Chapter 4: The Signing of the Soul
An hour later, the hallway of the fourth floor became a stage for a legal drama I never asked to star in. Derek’s lawyer arrived—a man in a sharp suit who looked like he wanted to be anywhere else. He carried a briefcase full of papers that essentially erased Derek’s existence from the lives of Lila and Liam.
Derek showed up ten minutes later. He didn’t go into Sylvia’s room. He didn’t look through the nursery glass. He stood by the nurse’s station, leaned over, and signed the guardianship papers with the same indifference he might use to sign a credit card receipt.
He looked up and saw me standing with Josh. Josh was holding both babies now, his arms straining with the weight, his face set in a mask of pure contempt for the man who sired him.
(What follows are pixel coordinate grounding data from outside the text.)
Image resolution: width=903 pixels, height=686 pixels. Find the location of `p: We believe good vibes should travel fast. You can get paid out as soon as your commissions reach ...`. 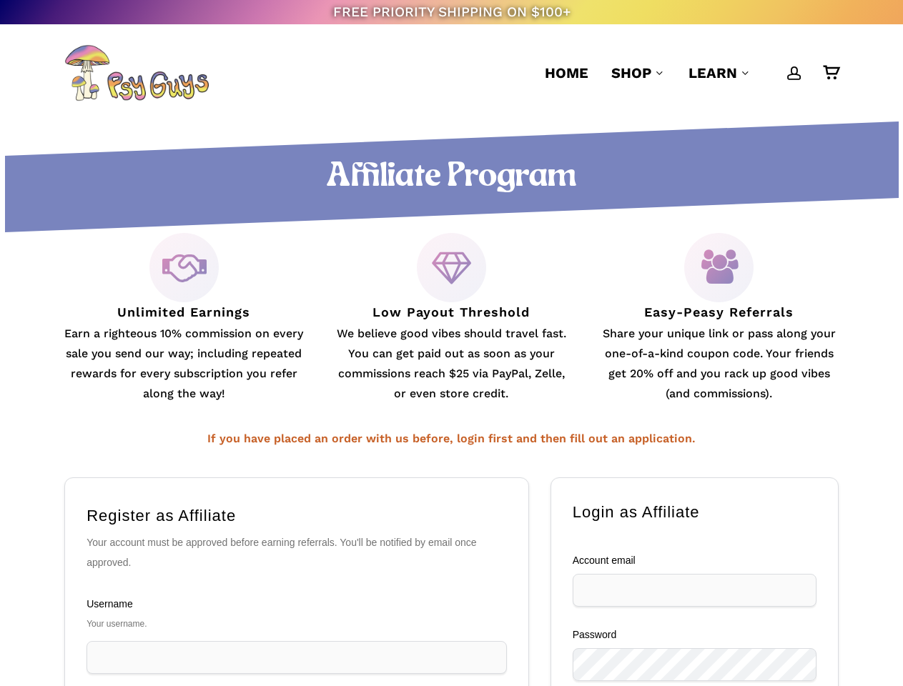

p: We believe good vibes should travel fast. You can get paid out as soon as your commissions reach ... is located at coordinates (451, 364).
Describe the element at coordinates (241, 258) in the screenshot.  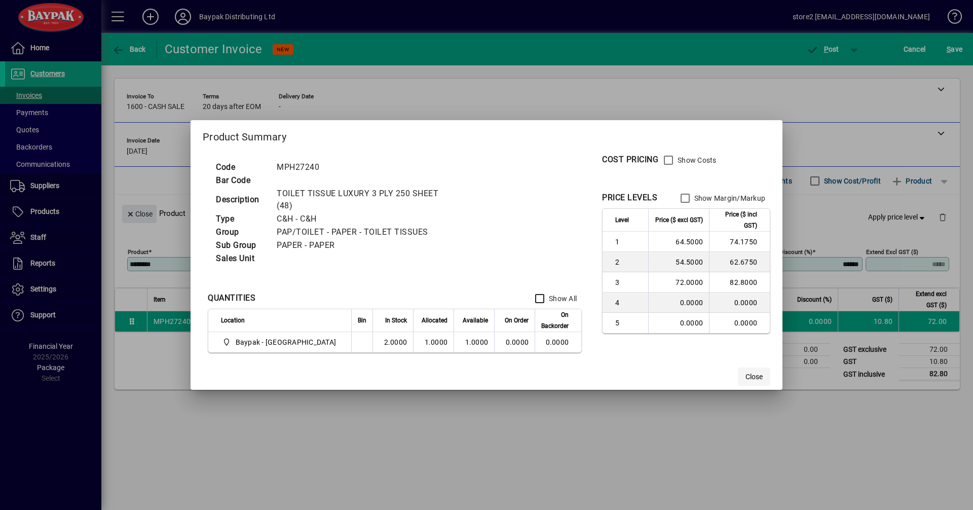
I see `td: Sales Unit` at that location.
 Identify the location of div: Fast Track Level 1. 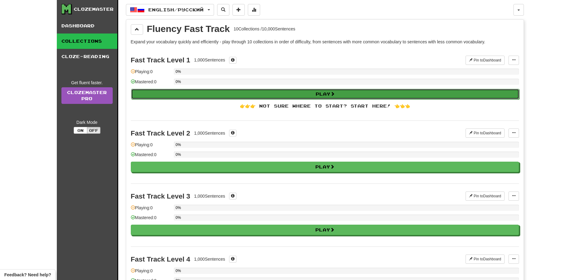
(161, 60).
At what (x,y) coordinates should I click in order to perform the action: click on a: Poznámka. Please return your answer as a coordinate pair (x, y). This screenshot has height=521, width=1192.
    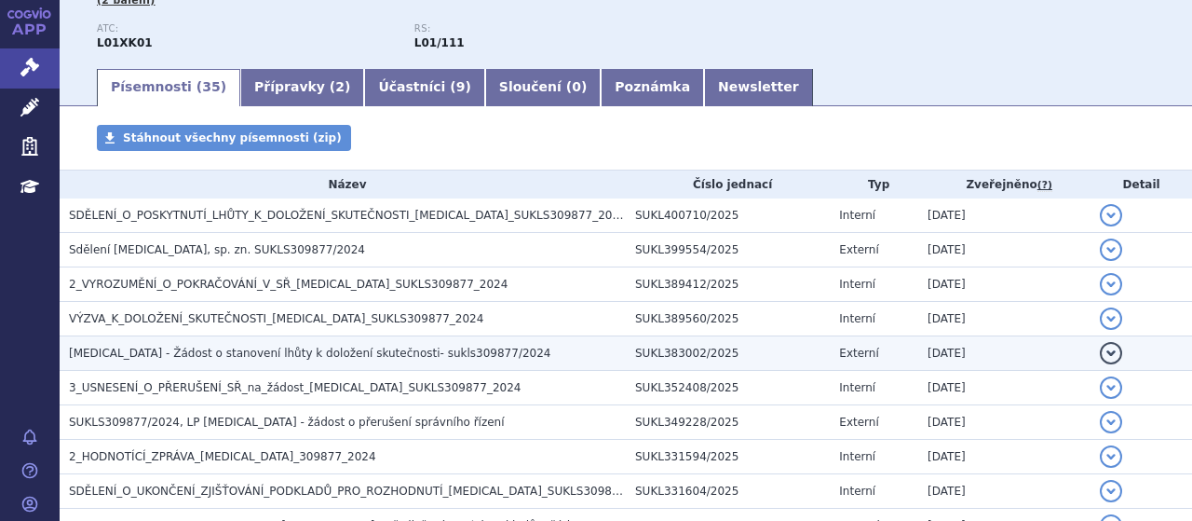
    Looking at the image, I should click on (652, 88).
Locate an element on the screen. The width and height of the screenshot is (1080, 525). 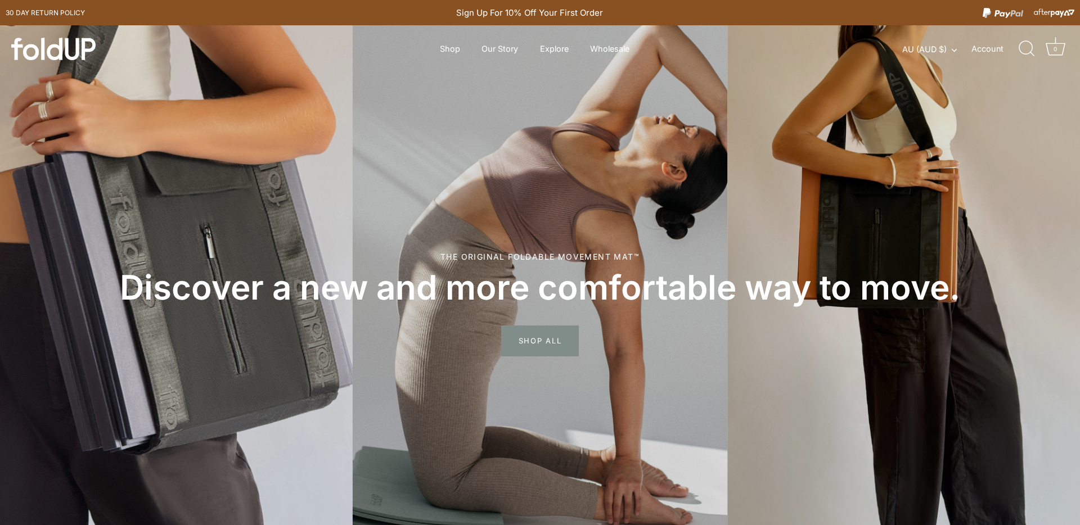
div: Primary navigation is located at coordinates (534, 49).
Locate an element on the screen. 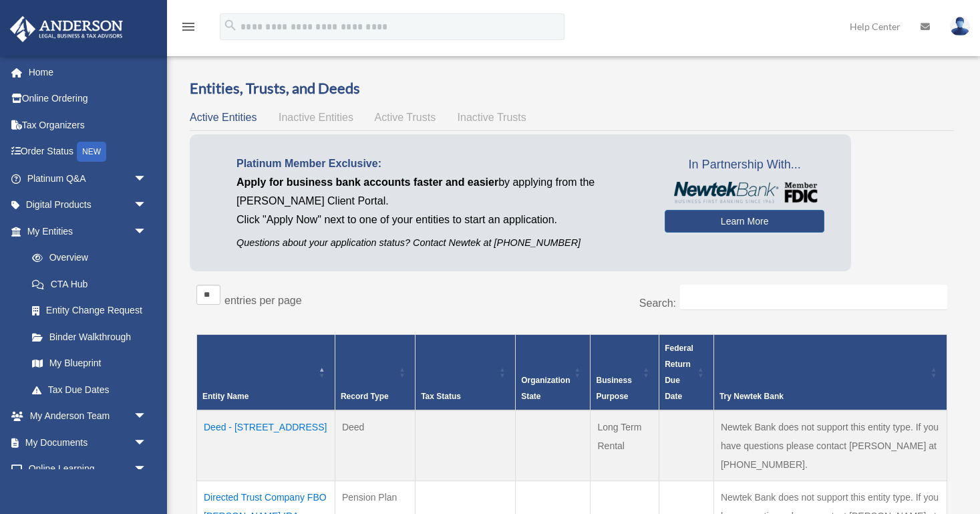  i: menu is located at coordinates (188, 27).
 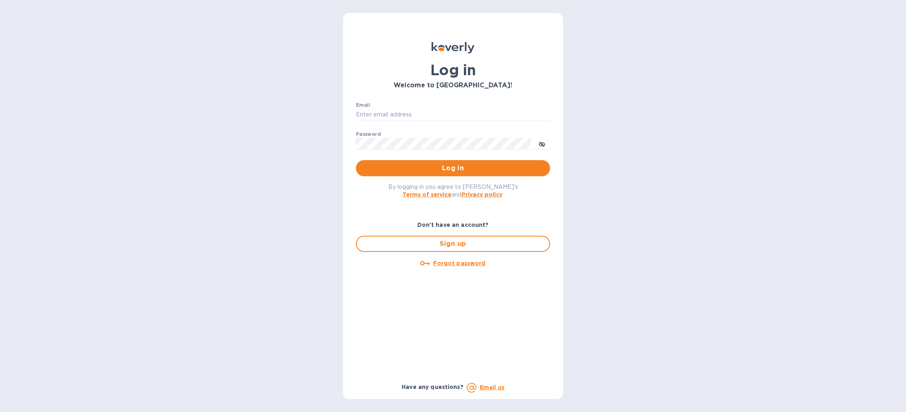 I want to click on a: Terms of service, so click(x=427, y=194).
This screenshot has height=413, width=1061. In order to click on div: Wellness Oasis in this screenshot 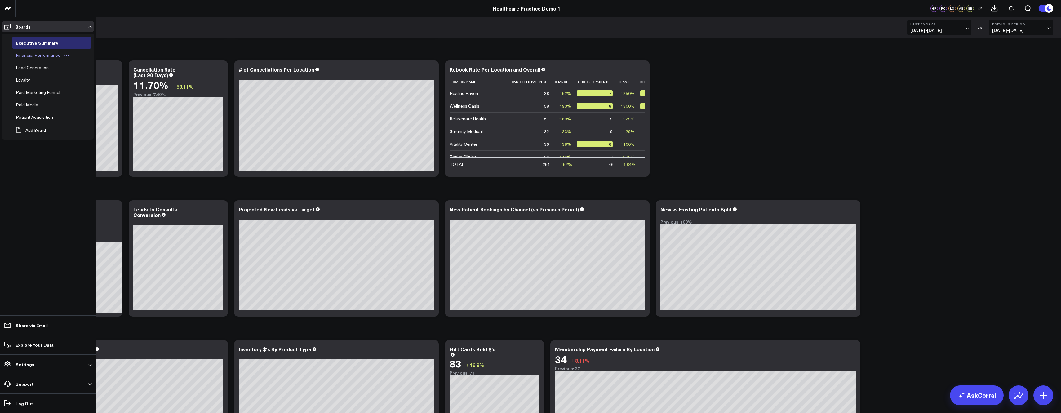, I will do `click(464, 106)`.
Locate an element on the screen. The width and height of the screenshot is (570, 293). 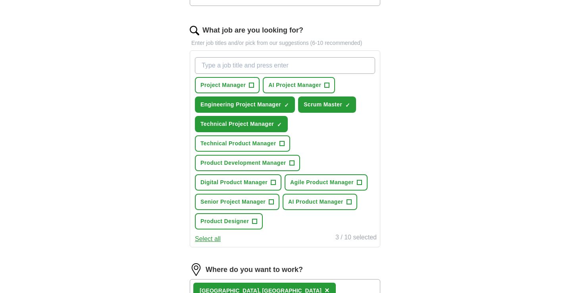
div: 3 / 10 selected is located at coordinates (356, 238).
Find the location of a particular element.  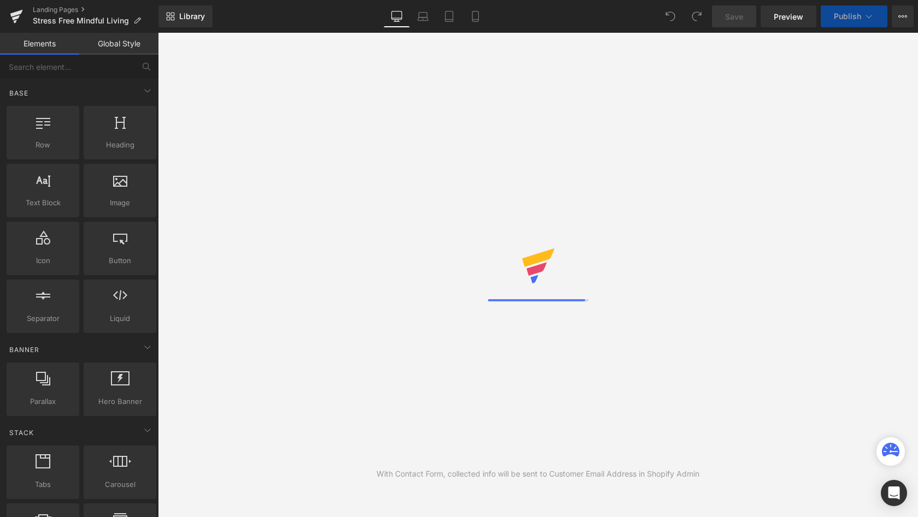

span: Row is located at coordinates (43, 145).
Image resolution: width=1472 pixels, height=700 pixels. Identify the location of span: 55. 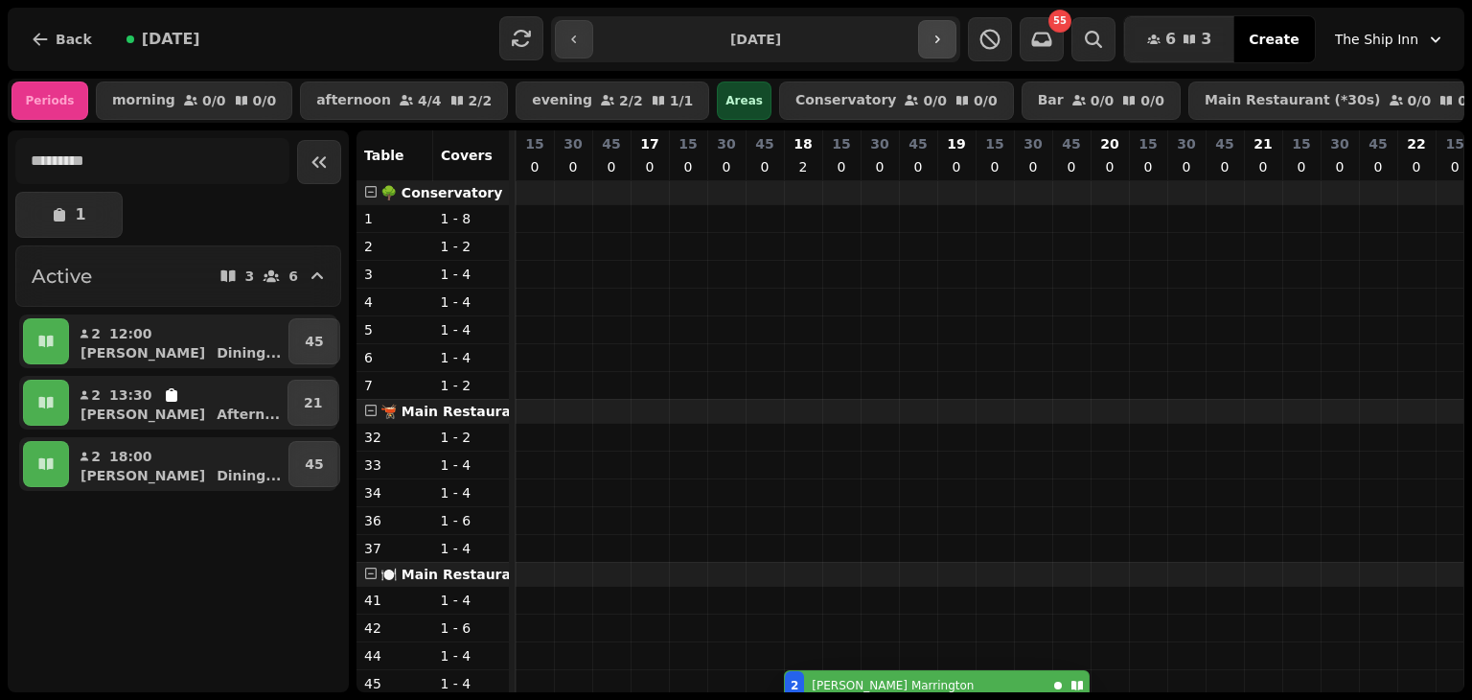
(1060, 21).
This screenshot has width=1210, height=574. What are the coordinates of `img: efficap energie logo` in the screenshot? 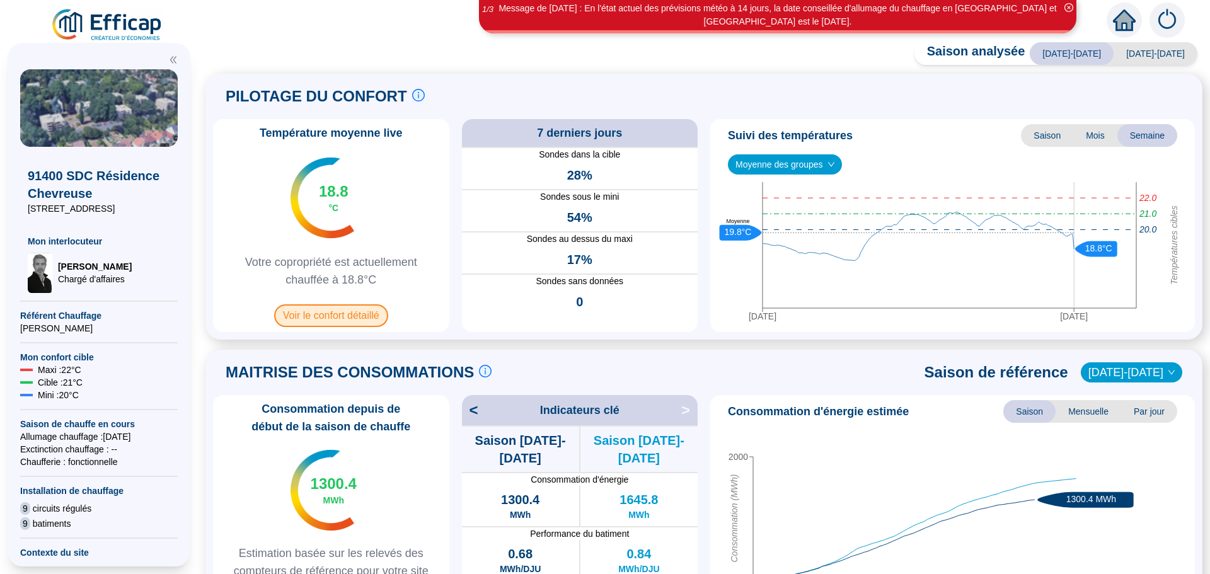 It's located at (107, 25).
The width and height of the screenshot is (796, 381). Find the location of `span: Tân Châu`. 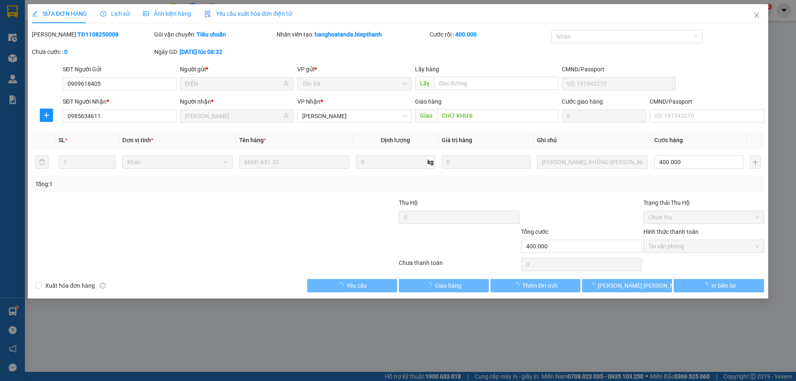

Derek shrugged. He didn’t offer an apology. He didn’t offer money.
“They’re not my burden anymore,” he said.
He turned on his heel and walked toward the elevators. He didn’t look back. Not once.
I watched him go, and I felt something in me break. It wasn’t my heart—that had been broken long ago. It was my belief in the order of things. I realized that “motherhood” and “family” weren’t biological certainties. They were choices. And my sixteen-year-old son was making a choice that a grown man was too small to contemplate.
Josh looked at me, his eyes wet. “We’re taking them home, aren’t we, Mom?”
I looked at the babies. Lila had opened her eyes for the first time—a deep, startling blue. Liam was making a tiny, bird-like chirping sound. They were innocent. They were spectacular. And they were ours.
“Yes, Josh,” I said, reaching out to take Lila from him. “We’re taking them home.”